What Makes This Competitive
A competitive version of this project goes beyond saying that pesticide exposure is harmful. You would compare multiple doses, separate timing from morphology, and use a clear scoring system for wing-vein defects. Strong projects also include blinded image scoring, enough replicates for statistics, and a dose-response model instead of a simple yes-or-no result. If you can connect the pattern of defects to a developmental window, the project becomes much more insightful.
Project Variations
- Test the same exposure design on different Drosophila strains to see whether genetic background changes sensitivity.
- Compare neonicotinoid exposure with another common household insecticide to see whether developmental effects differ by chemical class.

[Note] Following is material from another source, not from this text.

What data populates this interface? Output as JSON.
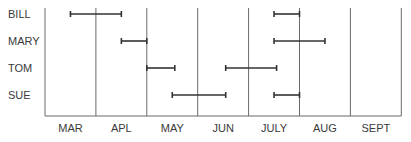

- Focus only on wing geometry and vein branching, then use image measurements to build a more detailed phenotype score.
Learn More
- FlyBase: A free database for Drosophila genes, phenotypes, and development, useful for background research and gene names.
- PubMed: Search for review articles on neonicotinoids, insect development, and Drosophila toxicology.
- NIH PubMed Central: Read free full-text papers on pesticide exposure and developmental biology.
- USDA National Agricultural Library: Find pesticide background, insect biology resources, and crop protection context.
- MIT OpenCourseWare: Search for free biology and statistics lectures that help with experimental design and data analysis.